Gruzdev told Vedomosti last year that in 2010 his family sold 21.3 percent of their shares in the Sedmoi Kontinent chain of supermarkets to the company's controlling shareholder Alexander Zanadvorov. Experts have valued the deal at $400 million. The deal was structured in such a way that Gruzdev's wife received 1.7 billion rubles in 2010, while he obtained only 300 million rubles, with the largest portion to be paid in 2011.

Gruzdev said his largest source of income had been profits from the sale of 1.6 billion rubles in stocks as well as real estate in Moscow and profits from other investments.

After he was appointed governor in August 2011, he sold a 1230-square-meter apartment on Ulitsa Ostozhenka with 99 square meters of parking space for 1.5 billion rubles.

The campaign to declare governors' incomes goes until April 30, and three other governors have so far announced their incomes.

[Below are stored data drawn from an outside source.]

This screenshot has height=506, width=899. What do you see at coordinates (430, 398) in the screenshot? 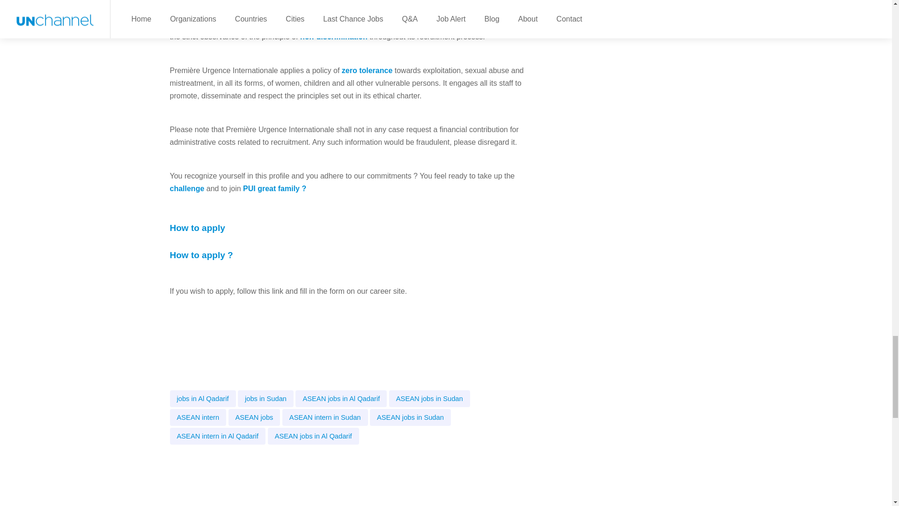
I see `ASEAN jobs in Sudan` at bounding box center [430, 398].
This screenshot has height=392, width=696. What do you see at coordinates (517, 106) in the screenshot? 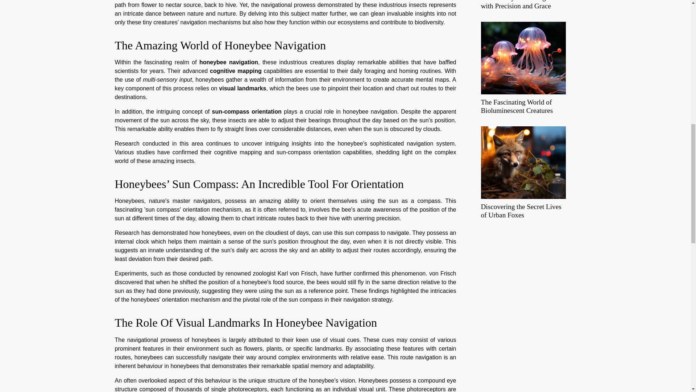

Krasnodar Governor Alexander Tkachyov and Belgorod Governor Yevgeny Savchenko declared incomes of 1.8 million rubles, with Alexander Kozlov of the Oryol region at 3.7 million rubles.

Gruzdev is among the group of high-ranking officials with a business background and whose high income doesn't raise any questions, Transparency International Russia director Yelena Panfilova said. This is in contrast to the sharp rise in wealth for the families of bureaucrats with an extensive period of service.

Apart from this, the declaration procedure itself doesn't make the bureaucracy any more transparent. The declarations are not published in a single electronic form, so it is difficult to compare them, Panfilova said. The incomes of close relatives are unknown and, most importantly, the declarations sent to the commission on conflicts of interest are not public. If we do not know exactly what governors and their relatives invest in, then we cannot judge whether they used their position for their own benefit, she said.